The Story
Why it exists.
The beginning
Sharra Lamoureaux designed Supernatural as an exploration of what happens when you strip a fragrance down to its most essential molecular structure. The approach here is radically minimal, an almost entirely synthetic composition built from just three molecules. Where traditional perfumery layers dozens of notes into elaborate pyramids, this fragrance works differently. The name says it all. This is perfume as presence rather than statement, aura rather than announcement. The brief, if there was one, seems to have been: what if a fragrance could feel like someone standing just behind you?
The note structure is minimal by design. Three materials, Musk, Iso E Super, and Ambroxan, form the entire architecture. No top-heart-base pyramid, no seasonal layering, no heart notes blooming into base. Just molecules doing what molecules do best: projecting transparency while holding close, creating warmth through chemistry rather than botanicals. The cruelty-free Tonkin musk anchors the composition with animalic depth that never overwhelms. It's a precision instrument disguised as a whisper.
The evolution
The opening hits cold and ozonic, that sharp, almost metallic presence that reads as futuristic rather than natural. Creamy vanilla and soft musk arrive within seconds, but they feel distant, like catching a scent from across a room you're not in. The transition happens quietly over the first hour as the initial bite softens. The vanilla sweetens. The musk warms. That ozonic quality doesn't disappear so much as dissolve into the skin. What remains is creamy, close, intimate, vanilla sugar cookies without the bakery, warmth without proximity. The drydown is where this fragrance earns its name. It becomes skin. Not the smell of skin, it becomes indistinguishable from skin, a second layer that others might notice only if they're standing very close. Sillage is intentionally low. This is a fragrance that knows what it is. It outlasts most evening occasions while never competing with them.
Cultural impact
Supernatural occupies a particular corner of indie perfumery, the molecular fragrance for people who find most molecular fragrances boring. It's been called unsettling, beautiful, and ghost-like by reviewers who appreciate that it refuses to behave like a normal perfume. This release found an audience among wearers who wanted presence without projection, seeking that intimate quality of a scent that stays close to the skin rather than announcing itself.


> _WORK REQUEST_:
Please return exactly the line that contains "detect clothing" and every line after it, through the last line of the records below, with no pictures.

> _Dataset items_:
=-=-=-=-=

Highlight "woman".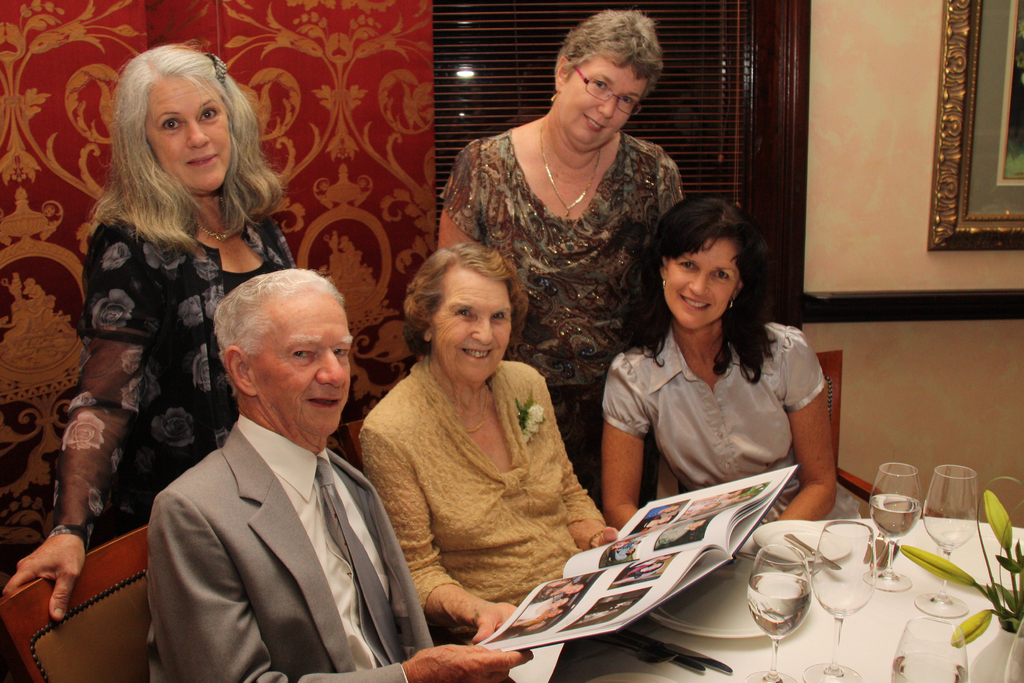
Highlighted region: left=360, top=245, right=620, bottom=643.
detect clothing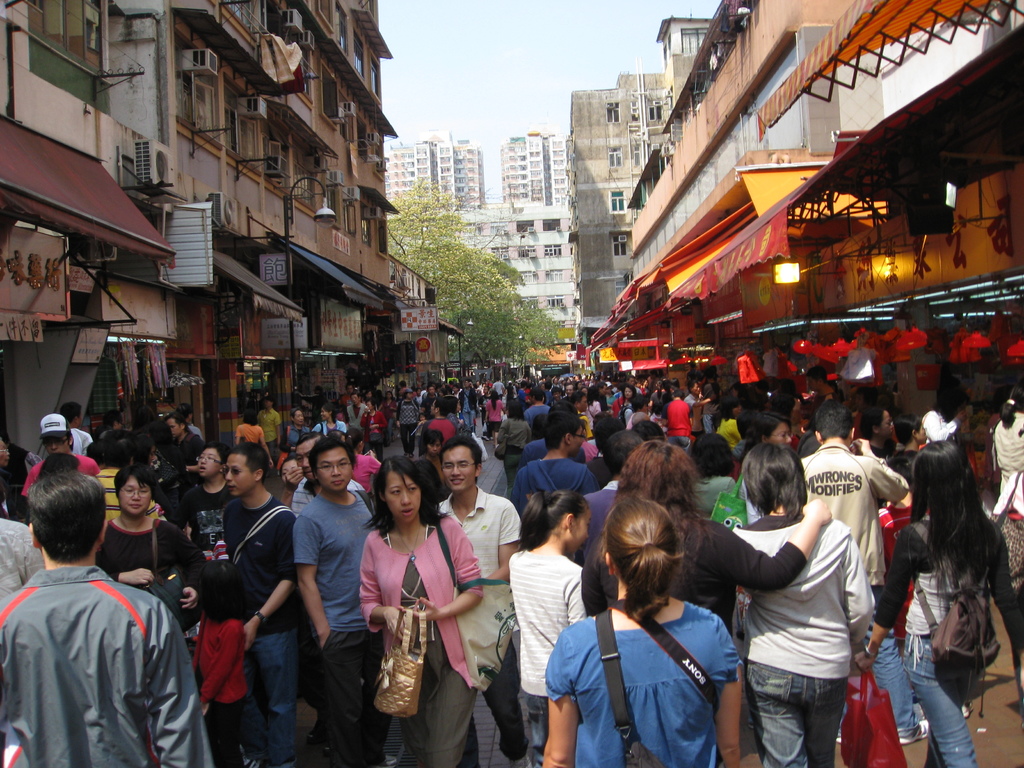
<bbox>395, 399, 422, 456</bbox>
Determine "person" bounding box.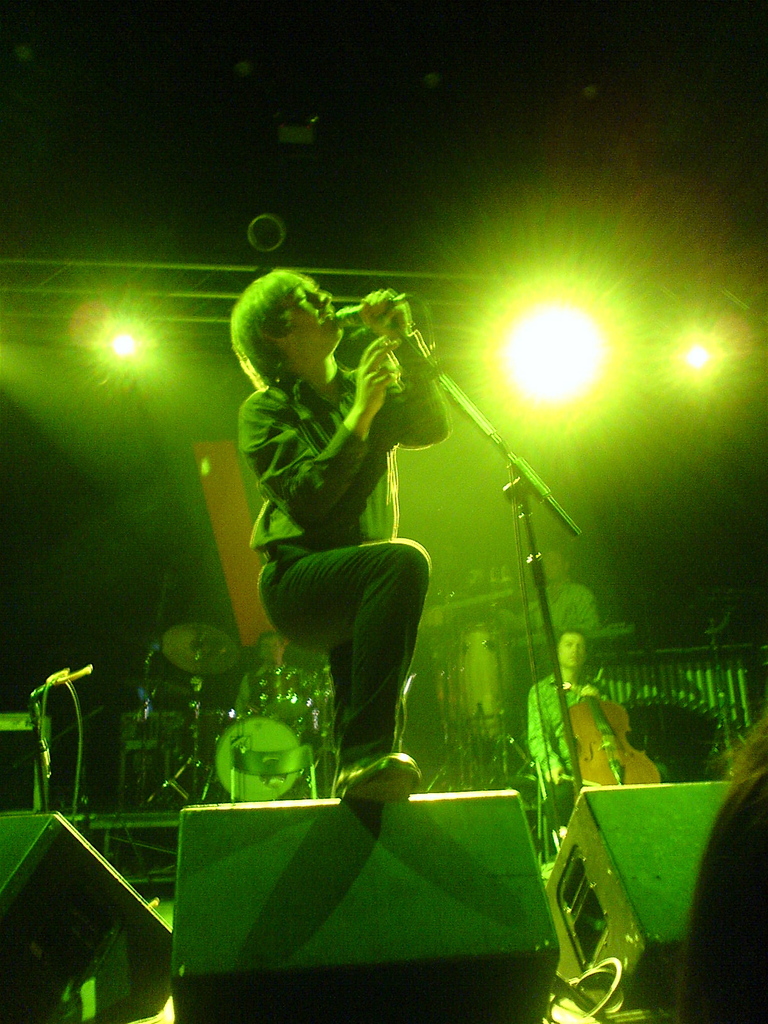
Determined: (x1=231, y1=269, x2=450, y2=801).
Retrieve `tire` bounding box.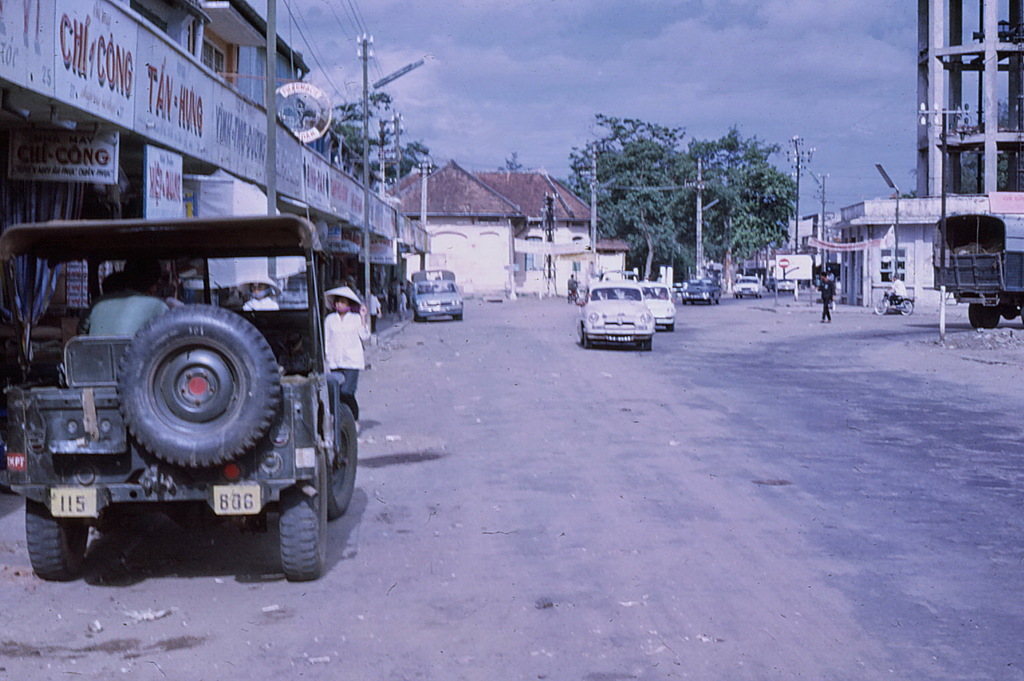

=-=-=-=-=

> _WRITTEN SOLUTION_:
detect clothing
<bbox>395, 399, 422, 456</bbox>
Determine "person" bounding box.
Determined: (x1=231, y1=269, x2=450, y2=801).
Retrieve `tire` bounding box.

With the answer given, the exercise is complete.